Everything around you may be pushing you in the direction of growth… the media, your customers, suppliers. There’s a general expectation in the business community—growth at all costs. When deciding whether growth is the main goal for your small business or not, our bigger-is-better culture tells us to seize every opportunity.
A lot of the clients in my business coaching practice struggle with this. As they start to grow, they ask themselves ‘how do I grow?’ and even, ‘do I really want to grow?’
You have a choice when deciding whether growth is the main goal for your small business
Your BHAG doesn’t literally have to be big. Increasingly, we’re seeing more and more small business owners decide to stay small and be really, really good at what they do. When deciding whether growth is the main goal for your small business, your BHAG, your big hairy audacious goal, could actually be your SHAG—your small, just-as-hairy, just-as-audacious goal.
Why would any business owner not want to grow the business?
The growth of your business is a necessary goal but if you choose it as your main goal, it can mean spending time on activities that you may not enjoy, like increased travel, running multiple locations, managing managers vs being intimately engaged with individual employees. Enormous growth can move you further from the work of the business.
Getting bigger can bring up issues you may not want to tackle. If you’re going to grow rapidly, you’ll need cash beyond your banking arrangement. To get cash, you’ll end up giving up parts of your business. If you add outside investors it can add layers of complexity and worse, your business may lose the very soul that spurred its growth to start with.
What’s the alternative to growth as the main goal?
One of my manufacturing clients is thinking of adding another location but he’s not sure that’s what he wants to do. His main concern–he’s got a lot of young people and worries that if the business stops growing, it’ll limit their opportunities.
With the media onslaught against business and corporate America, it’s hard to believe there really are business owners who truly care about their employees. However, I can say that employee welfare is at the top of the priority list of every client I have. In fact, for some of those business owners, it’s the #1 reason they’re in business.
At a recent business planning workshop, toward the end of the visioning discussion, one of my construction company clients stood up and said, “After months of working on it, I finally figured out my Why… why I’m in business. I want to create a company that people say they’re proud to work for.”
These business owners prefer something more intimate, more local, more focused on the people—employees, customers, and the community. Bo Burlingame gives these companies a name in his book titled the same—Small Giants, a good read. Small Giants, he says, define success not only by their bottom line, but by “their contributions to community, dedication to great customer service, and the creation and preservation of workplace cultures of excellence.”
If you’re deciding whether growth is the main goal for your small business or not, if you think being the best vs being big is right for your business, the Small Giants Community outlines these 6 ways to do it:
- Create a clear vision for your company – if you’re having trouble articulating your vision, borrow ZingTrain’s “Hot Pen” technique. Pick up a pen and start writing. For 15 minutes, write every passion, hope, and belief with no edits or rewrites, non-stop. You’ll be surprised by the gems that come out. Then, engage your company leaders in refining and carrying out your vision, mission, values, and why.
- Grow roots in your community – some ideas: host a volunteer day, integrate company-wide community events into your half-day meetings, offer your work and meeting space to a non-profit, host a school supply or canned food drive, sponsor a local music production or sports team, adopt a highway. Get ideas from your employees and give them the time to volunteer.
- Develop close personal ties with customers and suppliers – make every interaction an experience. Connect with customers emotionally and develop a trusting partnership with suppliers where you’re helping one another to move both companies forward.
- Put employees first – before profit and customers. Care for them in the totality of their lives. Hire for culture, not just skills and give employees a stake in the game. Find out what their goals are and invest in helping them get there.
- Cultivate passionate leaders – You want people who can align with goals and then you want to give them the autonomy to cultivate a purpose in your organization: provide good training, keep communications open, and search out and develop the next generation of leaders.
- Grow your cash by protecting your profit – engage your company leaders and your mentors in implementing a vetted business model that institutionalizes all the above. It’s important to insure you have the practices and processes in place to grow with integrity and sustainability. Once you have a sound business strategy, insure employees are on the same page with open-book management (arming employees with knowledge about the financials) and a pay structure that reflects your values.
If you’re faced with deciding whether growth is the main goal for your business and you decide that yes, it is, these 6 steps are still the right steps to implement.
No matter what you decide the main goal is for your small business, if it’s the right goal, an inspired goal, one that makes sense for you and your team, growth will happen organically, as a by-product.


Goal of the exercise: Report each line of the records below that holds the word "saturation".
++++ Task input
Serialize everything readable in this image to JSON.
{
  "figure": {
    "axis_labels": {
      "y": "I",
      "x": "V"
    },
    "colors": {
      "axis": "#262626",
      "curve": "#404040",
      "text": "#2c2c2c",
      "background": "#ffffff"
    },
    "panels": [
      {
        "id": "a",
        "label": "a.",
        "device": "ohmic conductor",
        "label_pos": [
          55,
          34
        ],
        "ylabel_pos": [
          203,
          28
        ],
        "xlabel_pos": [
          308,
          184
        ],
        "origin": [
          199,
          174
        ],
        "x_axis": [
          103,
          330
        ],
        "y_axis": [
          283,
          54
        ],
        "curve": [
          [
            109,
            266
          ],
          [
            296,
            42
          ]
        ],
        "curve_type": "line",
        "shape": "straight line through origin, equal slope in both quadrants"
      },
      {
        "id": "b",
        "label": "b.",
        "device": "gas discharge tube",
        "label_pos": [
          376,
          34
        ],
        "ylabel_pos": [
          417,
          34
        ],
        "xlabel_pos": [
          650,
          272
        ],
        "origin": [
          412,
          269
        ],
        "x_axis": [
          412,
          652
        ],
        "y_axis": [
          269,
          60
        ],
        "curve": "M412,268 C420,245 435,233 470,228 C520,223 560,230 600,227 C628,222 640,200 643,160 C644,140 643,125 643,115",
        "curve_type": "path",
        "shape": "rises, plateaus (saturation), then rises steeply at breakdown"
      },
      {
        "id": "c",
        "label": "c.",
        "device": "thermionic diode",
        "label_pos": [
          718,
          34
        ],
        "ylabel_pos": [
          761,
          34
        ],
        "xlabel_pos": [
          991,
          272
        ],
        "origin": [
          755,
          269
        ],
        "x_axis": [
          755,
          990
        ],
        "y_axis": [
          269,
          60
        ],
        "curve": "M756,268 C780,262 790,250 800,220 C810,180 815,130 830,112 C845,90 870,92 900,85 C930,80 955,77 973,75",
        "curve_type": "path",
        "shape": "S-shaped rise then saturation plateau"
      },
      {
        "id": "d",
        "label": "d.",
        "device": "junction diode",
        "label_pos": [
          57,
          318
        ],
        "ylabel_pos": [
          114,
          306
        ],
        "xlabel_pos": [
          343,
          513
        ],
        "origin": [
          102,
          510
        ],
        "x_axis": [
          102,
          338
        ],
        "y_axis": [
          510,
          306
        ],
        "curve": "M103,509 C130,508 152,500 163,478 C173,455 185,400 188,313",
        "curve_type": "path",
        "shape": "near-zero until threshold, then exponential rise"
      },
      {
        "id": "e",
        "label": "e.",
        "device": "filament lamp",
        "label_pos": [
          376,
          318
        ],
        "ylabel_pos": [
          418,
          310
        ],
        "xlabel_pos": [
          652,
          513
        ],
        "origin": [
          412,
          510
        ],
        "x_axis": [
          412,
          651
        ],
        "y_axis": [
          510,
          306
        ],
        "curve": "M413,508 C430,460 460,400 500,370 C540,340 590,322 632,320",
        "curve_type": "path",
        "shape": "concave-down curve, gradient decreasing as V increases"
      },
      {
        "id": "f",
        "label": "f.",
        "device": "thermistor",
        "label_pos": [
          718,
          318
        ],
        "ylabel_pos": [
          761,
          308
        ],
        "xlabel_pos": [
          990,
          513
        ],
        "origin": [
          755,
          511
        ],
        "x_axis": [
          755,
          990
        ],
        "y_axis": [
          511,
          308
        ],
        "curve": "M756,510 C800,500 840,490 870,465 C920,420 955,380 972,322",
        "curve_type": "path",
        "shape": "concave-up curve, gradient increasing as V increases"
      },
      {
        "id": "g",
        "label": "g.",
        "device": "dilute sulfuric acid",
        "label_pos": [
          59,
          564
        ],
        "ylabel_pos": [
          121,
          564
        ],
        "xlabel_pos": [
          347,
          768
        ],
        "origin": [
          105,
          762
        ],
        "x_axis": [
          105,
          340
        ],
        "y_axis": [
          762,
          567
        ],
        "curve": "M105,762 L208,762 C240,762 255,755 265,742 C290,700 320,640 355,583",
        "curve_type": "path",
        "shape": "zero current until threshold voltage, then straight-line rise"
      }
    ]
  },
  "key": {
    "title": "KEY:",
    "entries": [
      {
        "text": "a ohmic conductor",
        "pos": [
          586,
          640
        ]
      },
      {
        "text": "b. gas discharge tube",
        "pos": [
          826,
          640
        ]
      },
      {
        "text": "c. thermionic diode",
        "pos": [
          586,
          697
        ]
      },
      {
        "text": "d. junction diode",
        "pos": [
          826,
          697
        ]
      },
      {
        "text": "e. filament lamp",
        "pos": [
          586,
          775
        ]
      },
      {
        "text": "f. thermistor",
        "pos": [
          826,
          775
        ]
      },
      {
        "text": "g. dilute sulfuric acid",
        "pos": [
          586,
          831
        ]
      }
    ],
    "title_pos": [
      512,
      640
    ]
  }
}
++++++++
++++ Task input
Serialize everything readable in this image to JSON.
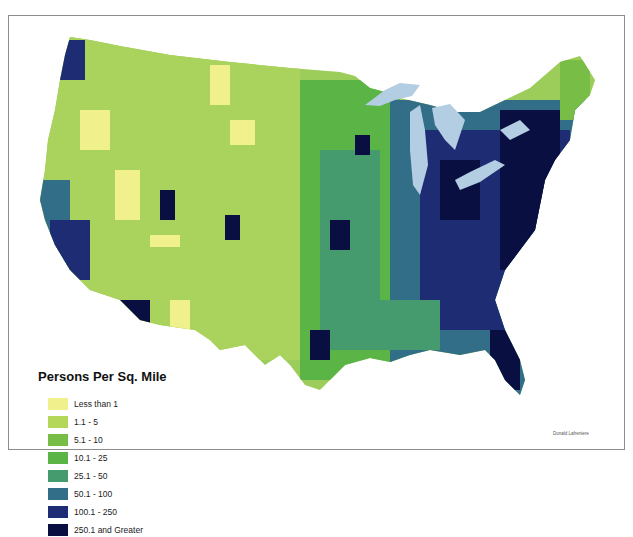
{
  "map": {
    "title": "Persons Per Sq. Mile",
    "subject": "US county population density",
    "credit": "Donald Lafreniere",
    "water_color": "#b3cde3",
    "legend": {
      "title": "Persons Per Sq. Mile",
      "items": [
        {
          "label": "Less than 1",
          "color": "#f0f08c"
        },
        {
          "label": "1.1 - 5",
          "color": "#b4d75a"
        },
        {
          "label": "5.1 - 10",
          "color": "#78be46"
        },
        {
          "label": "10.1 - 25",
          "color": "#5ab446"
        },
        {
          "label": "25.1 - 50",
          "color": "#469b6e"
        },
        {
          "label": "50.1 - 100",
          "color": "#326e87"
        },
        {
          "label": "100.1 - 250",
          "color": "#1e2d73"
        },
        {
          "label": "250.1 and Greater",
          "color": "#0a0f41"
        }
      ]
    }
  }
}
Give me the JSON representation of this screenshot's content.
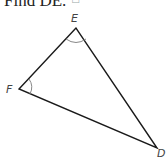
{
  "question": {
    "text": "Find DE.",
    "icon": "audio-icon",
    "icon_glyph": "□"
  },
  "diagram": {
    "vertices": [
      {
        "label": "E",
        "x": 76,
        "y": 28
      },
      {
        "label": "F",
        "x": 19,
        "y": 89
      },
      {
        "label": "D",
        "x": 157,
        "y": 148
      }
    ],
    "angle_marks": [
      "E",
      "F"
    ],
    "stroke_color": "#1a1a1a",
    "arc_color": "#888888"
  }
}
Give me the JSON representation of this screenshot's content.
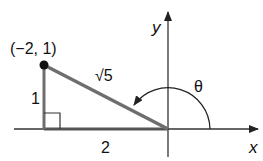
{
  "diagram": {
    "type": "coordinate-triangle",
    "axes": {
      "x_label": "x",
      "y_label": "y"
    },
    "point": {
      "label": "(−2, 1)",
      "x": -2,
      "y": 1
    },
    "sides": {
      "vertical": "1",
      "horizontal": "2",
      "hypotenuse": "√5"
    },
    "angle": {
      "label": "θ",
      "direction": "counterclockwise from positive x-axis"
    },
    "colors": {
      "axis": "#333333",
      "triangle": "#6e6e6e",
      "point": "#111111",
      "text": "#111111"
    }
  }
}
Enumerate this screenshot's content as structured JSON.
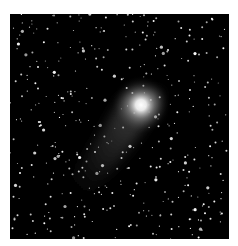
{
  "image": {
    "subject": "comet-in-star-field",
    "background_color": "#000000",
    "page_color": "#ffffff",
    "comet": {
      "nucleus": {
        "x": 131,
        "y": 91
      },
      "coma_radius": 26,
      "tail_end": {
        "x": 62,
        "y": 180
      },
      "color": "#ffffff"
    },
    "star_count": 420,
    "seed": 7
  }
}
++++++++
++++ Task input
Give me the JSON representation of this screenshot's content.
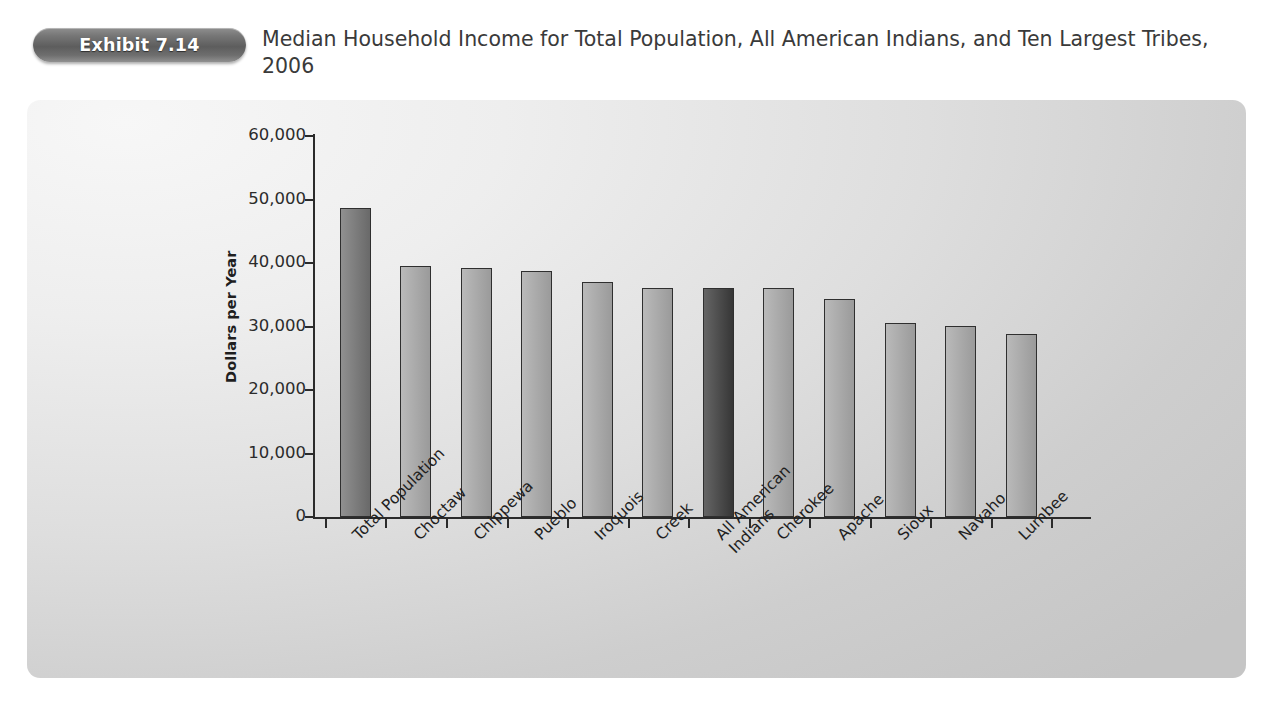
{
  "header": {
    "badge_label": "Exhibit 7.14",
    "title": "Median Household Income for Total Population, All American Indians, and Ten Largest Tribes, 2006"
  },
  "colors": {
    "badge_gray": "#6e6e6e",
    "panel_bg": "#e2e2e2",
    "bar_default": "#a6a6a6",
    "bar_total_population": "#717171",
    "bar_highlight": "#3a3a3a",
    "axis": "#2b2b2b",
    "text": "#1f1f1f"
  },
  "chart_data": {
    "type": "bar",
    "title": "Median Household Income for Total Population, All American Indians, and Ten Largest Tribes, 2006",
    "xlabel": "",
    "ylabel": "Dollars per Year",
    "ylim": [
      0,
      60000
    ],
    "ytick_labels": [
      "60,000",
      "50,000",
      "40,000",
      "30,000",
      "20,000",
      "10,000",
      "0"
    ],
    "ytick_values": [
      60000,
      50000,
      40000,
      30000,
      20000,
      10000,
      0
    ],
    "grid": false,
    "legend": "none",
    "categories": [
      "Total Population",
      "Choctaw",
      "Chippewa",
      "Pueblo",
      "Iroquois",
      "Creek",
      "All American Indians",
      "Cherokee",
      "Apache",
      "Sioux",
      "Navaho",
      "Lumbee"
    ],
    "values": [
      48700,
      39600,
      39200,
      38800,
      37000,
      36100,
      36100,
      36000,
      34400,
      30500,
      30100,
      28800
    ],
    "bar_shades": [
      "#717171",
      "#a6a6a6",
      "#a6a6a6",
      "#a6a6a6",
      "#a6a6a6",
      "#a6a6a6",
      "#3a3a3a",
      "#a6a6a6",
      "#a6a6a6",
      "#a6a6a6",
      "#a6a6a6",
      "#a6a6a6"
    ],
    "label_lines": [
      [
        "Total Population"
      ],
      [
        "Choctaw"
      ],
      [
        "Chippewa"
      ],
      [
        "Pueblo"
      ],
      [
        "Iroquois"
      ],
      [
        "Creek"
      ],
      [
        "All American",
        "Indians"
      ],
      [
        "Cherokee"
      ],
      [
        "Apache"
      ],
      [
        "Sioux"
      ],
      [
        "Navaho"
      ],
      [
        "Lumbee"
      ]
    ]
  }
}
++++++++
Your solution:
        "shape": "rises, plateaus (saturation), then rises steeply at breakdown"
        "shape": "S-shaped rise then saturation plateau"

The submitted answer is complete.